→ Work item
Write out exactly, with both ends included, the lines that run from the line containing "reading: 144 psi" to the end of the entries. Pictures are not part of the answer.

→ Records to use

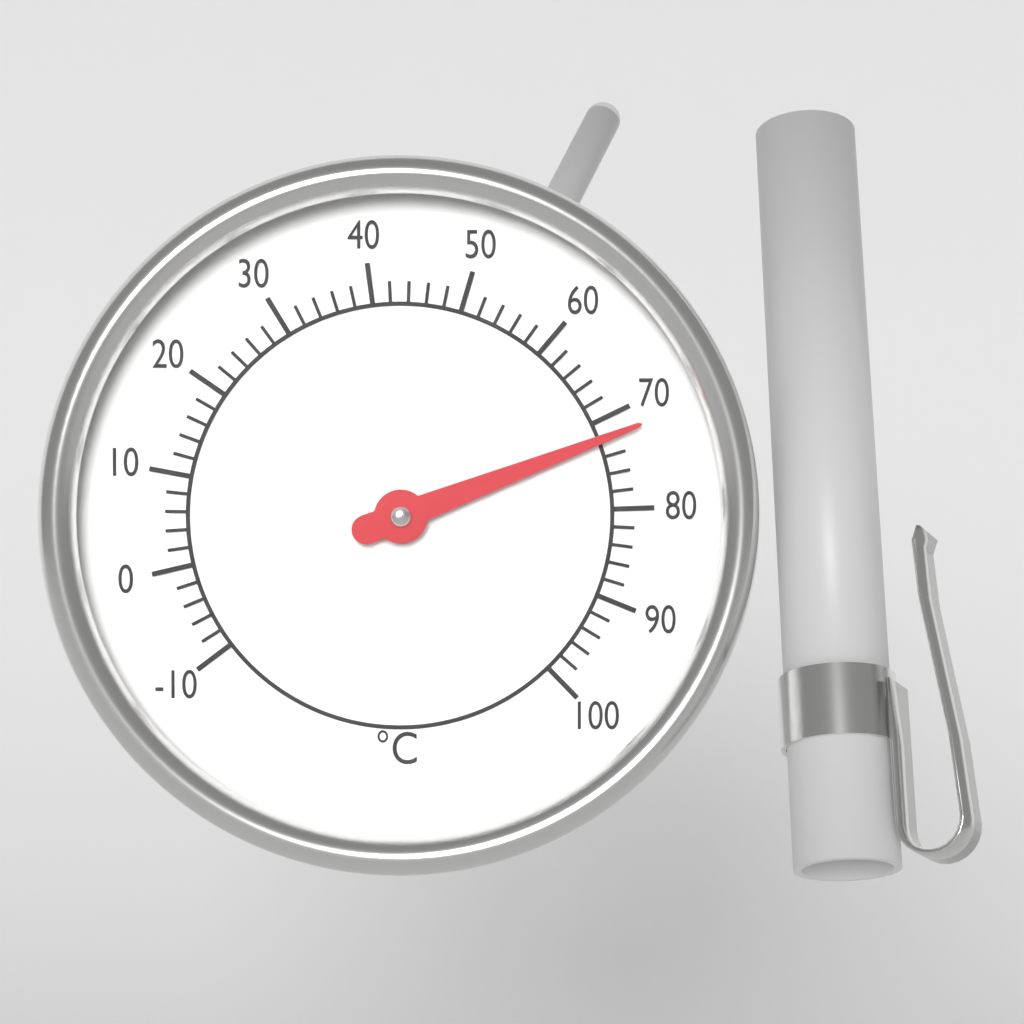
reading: 72 °C
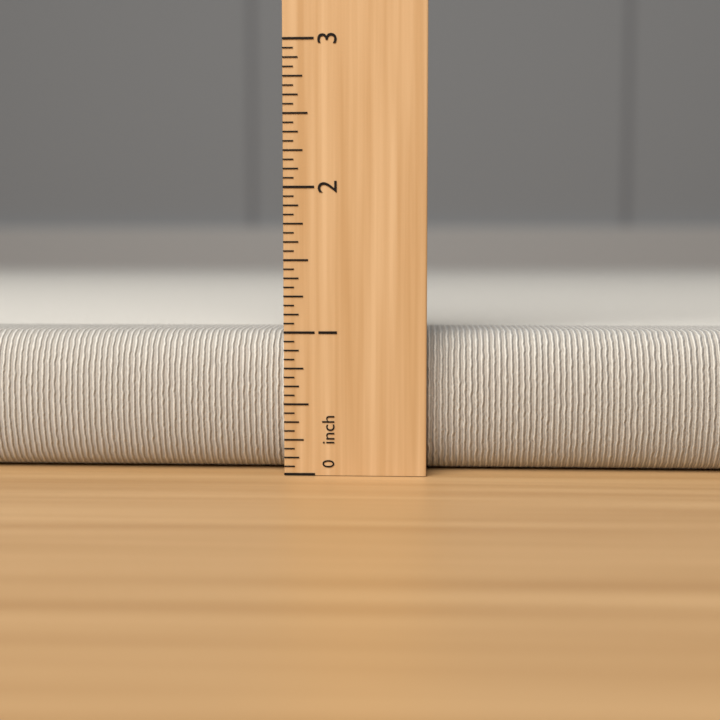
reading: 1.0000 inch
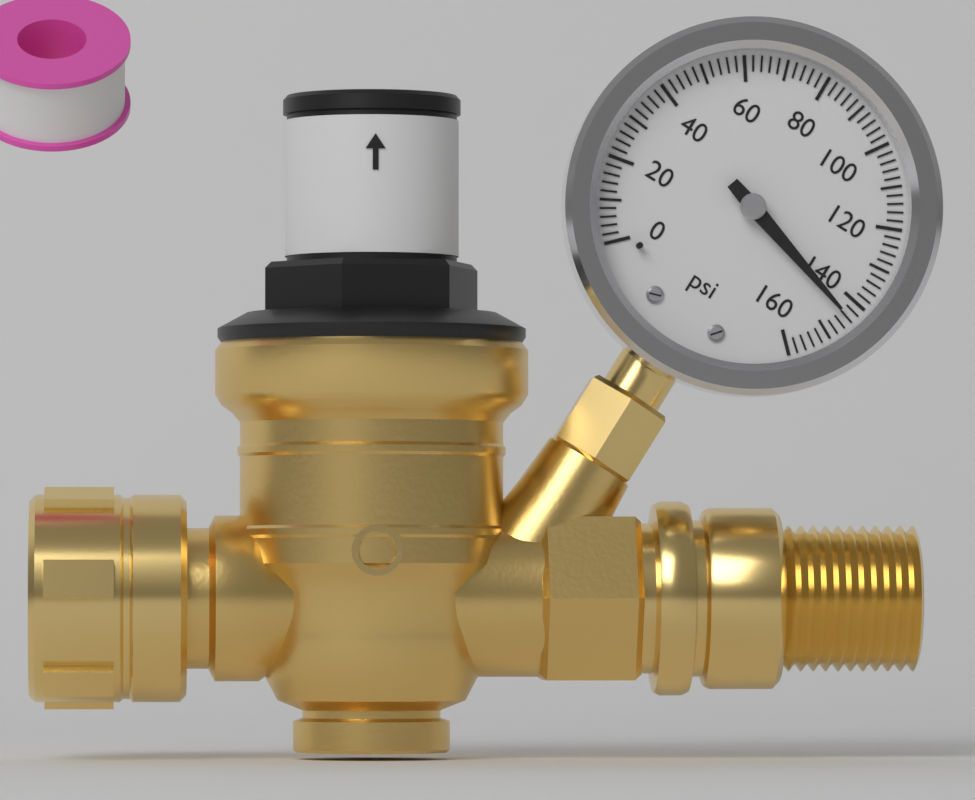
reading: 144 psi
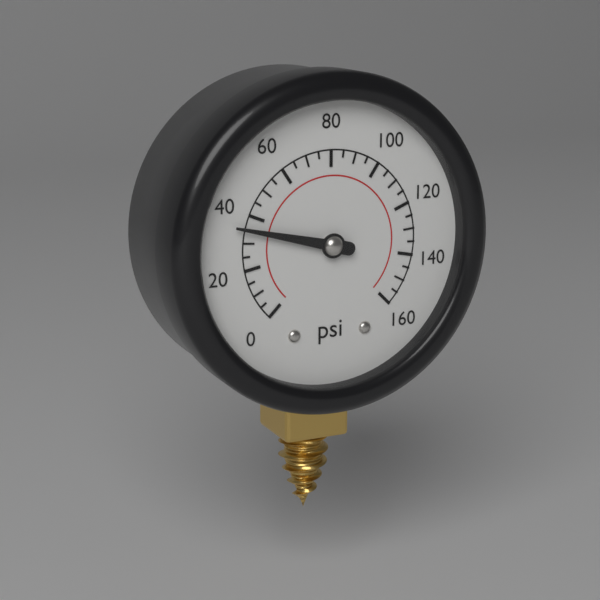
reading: 35 psi
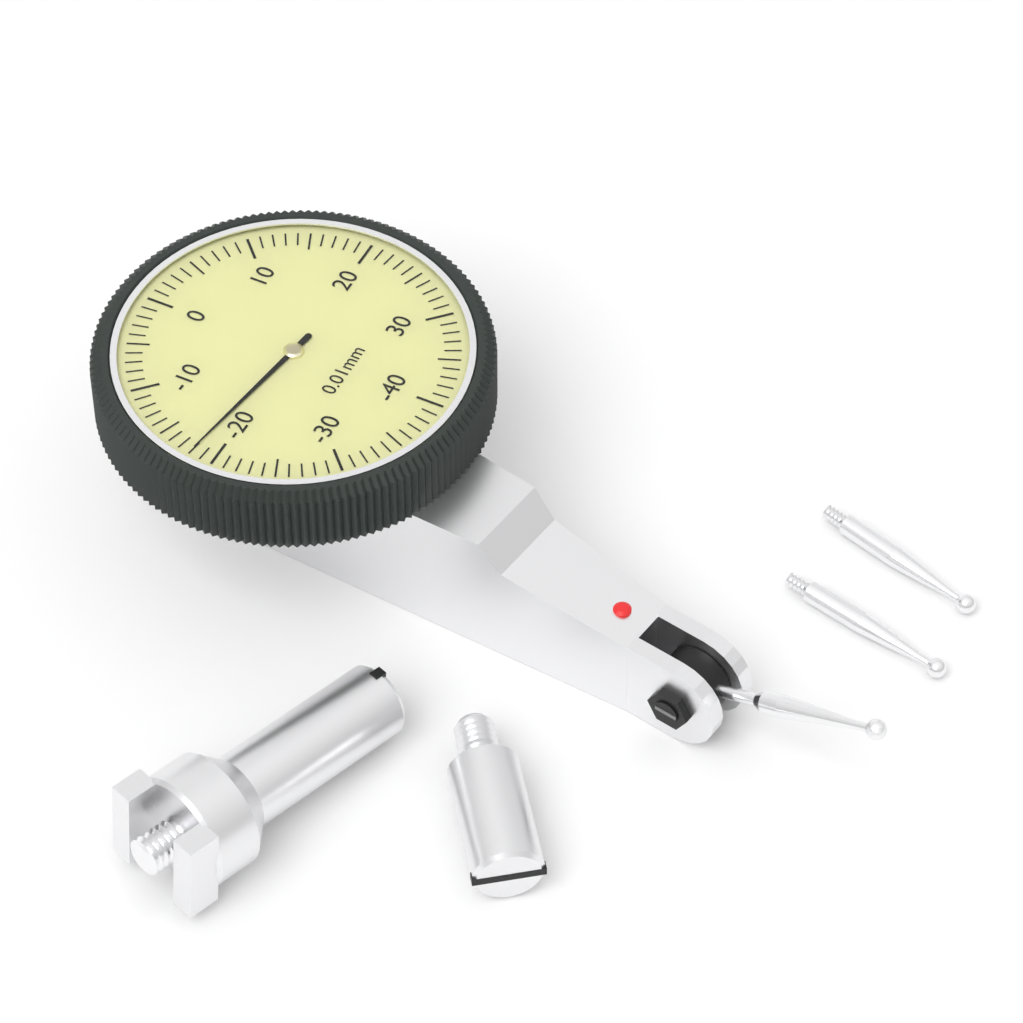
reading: -18 0.01mm
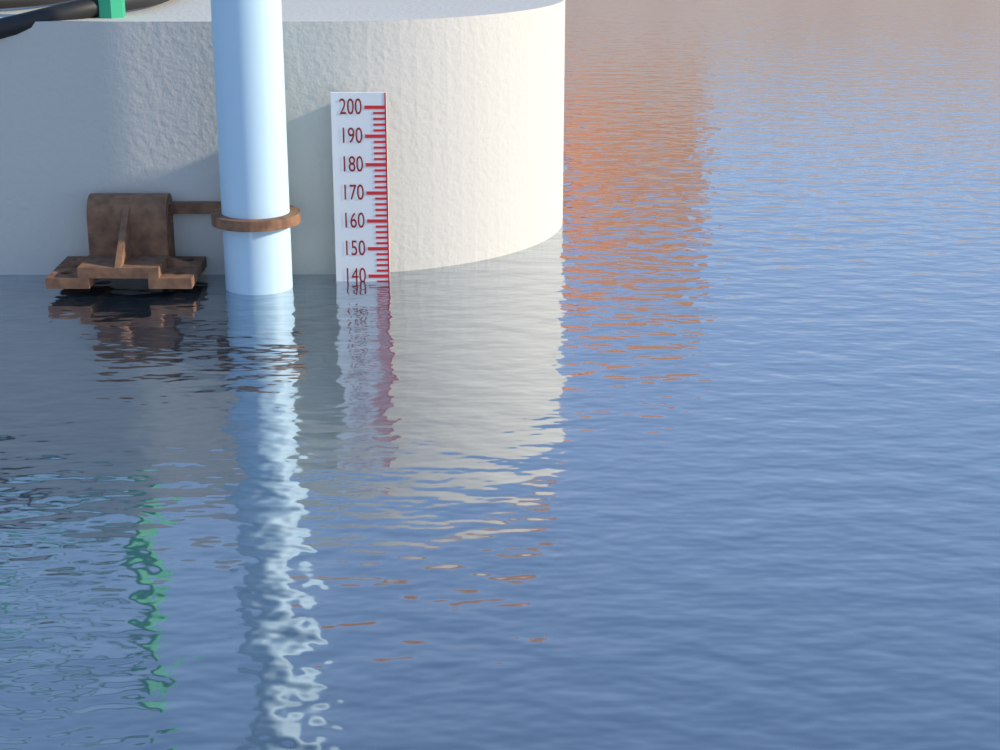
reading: 138 (no unit)
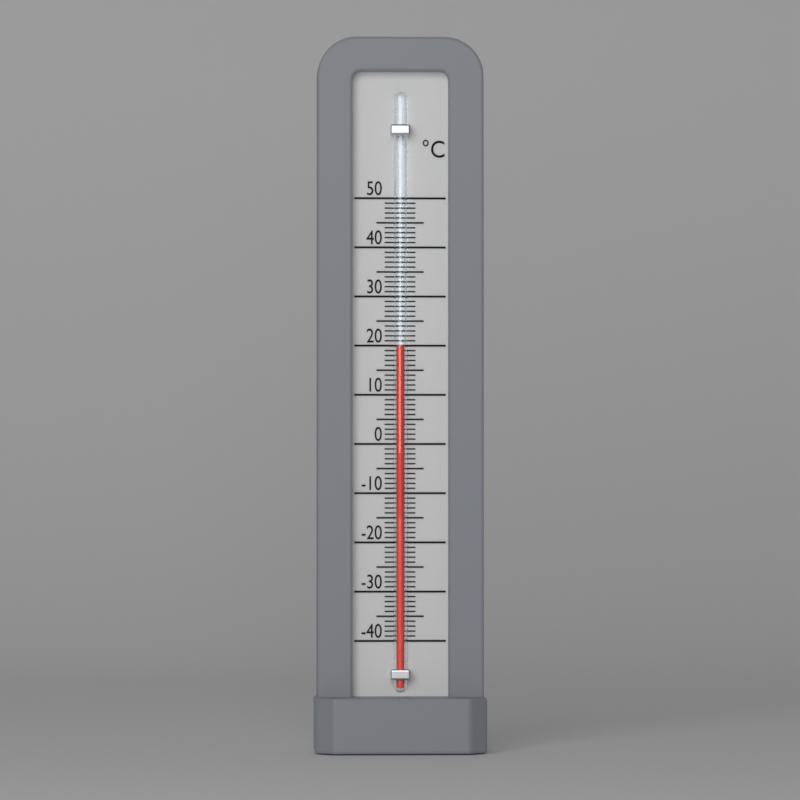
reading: 20 °C
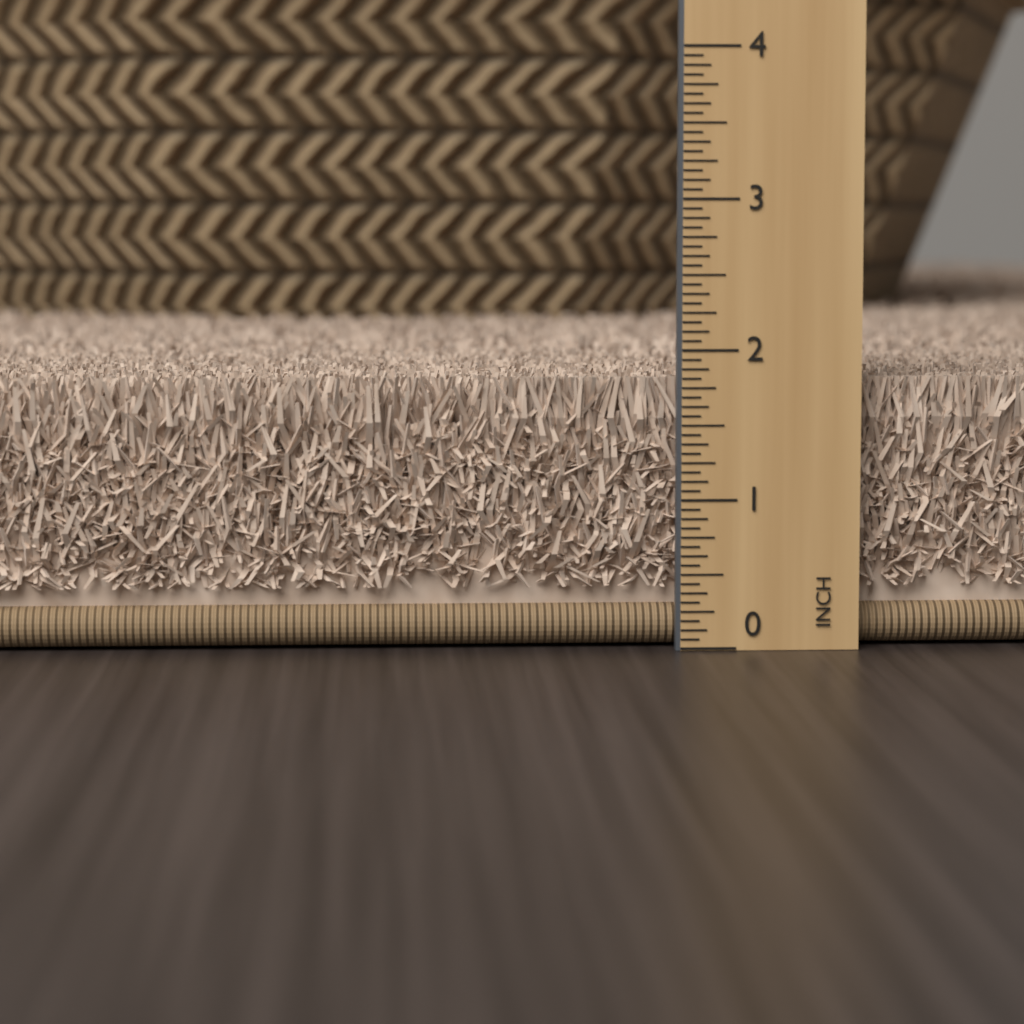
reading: 1.8125 in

→ Expected answer
reading: 144 psi
reading: 35 psi
reading: -18 0.01mm
reading: 138 (no unit)
reading: 20 °C
reading: 1.8125 in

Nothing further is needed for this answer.